EXERCISE GOAL: Quote exactly and only this range of lines in the data below: the line that holds "Find the location of a particular element." to the line that holds "pyautogui.click(x=<x>, y=<y>)", both included.

[Collected data entries]
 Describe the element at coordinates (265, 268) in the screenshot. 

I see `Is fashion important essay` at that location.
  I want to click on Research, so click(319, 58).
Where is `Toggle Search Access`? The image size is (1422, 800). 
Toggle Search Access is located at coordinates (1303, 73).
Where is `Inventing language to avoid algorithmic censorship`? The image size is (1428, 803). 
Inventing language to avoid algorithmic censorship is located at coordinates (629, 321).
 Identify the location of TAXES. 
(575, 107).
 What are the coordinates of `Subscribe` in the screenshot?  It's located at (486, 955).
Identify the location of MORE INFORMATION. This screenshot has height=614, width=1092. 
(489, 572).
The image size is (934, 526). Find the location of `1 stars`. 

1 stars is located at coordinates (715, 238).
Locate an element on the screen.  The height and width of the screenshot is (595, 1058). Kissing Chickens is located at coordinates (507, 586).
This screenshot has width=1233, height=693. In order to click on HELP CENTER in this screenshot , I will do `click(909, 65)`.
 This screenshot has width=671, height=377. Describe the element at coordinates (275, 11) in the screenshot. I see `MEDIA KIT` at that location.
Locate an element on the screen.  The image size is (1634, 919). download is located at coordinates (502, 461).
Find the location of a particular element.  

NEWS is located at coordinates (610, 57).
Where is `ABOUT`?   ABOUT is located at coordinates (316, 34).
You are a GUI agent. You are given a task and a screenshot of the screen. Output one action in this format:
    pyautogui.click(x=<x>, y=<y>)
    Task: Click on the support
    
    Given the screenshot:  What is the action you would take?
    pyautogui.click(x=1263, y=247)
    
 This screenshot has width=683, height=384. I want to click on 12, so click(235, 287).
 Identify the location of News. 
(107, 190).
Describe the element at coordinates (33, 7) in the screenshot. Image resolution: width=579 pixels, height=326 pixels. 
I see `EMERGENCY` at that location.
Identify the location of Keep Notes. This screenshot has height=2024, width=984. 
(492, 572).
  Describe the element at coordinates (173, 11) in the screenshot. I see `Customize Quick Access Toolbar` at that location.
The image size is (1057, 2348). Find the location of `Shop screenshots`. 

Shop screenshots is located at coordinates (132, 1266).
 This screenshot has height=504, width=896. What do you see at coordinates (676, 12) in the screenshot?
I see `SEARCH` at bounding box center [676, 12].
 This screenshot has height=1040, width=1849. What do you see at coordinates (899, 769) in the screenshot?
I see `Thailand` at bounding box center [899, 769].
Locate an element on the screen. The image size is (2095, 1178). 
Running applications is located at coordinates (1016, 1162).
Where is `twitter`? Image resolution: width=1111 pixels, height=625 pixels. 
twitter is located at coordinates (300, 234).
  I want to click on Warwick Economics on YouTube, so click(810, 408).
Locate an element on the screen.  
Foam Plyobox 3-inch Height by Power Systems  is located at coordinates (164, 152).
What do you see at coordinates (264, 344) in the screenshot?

RESPONSE BELOW:
Find the location of a particular element.  

NEWS is located at coordinates (610, 57).
Where is `ABOUT`?   ABOUT is located at coordinates (316, 34).
You are a GUI agent. You are given a task and a screenshot of the screen. Output one action in this format:
    pyautogui.click(x=<x>, y=<y>)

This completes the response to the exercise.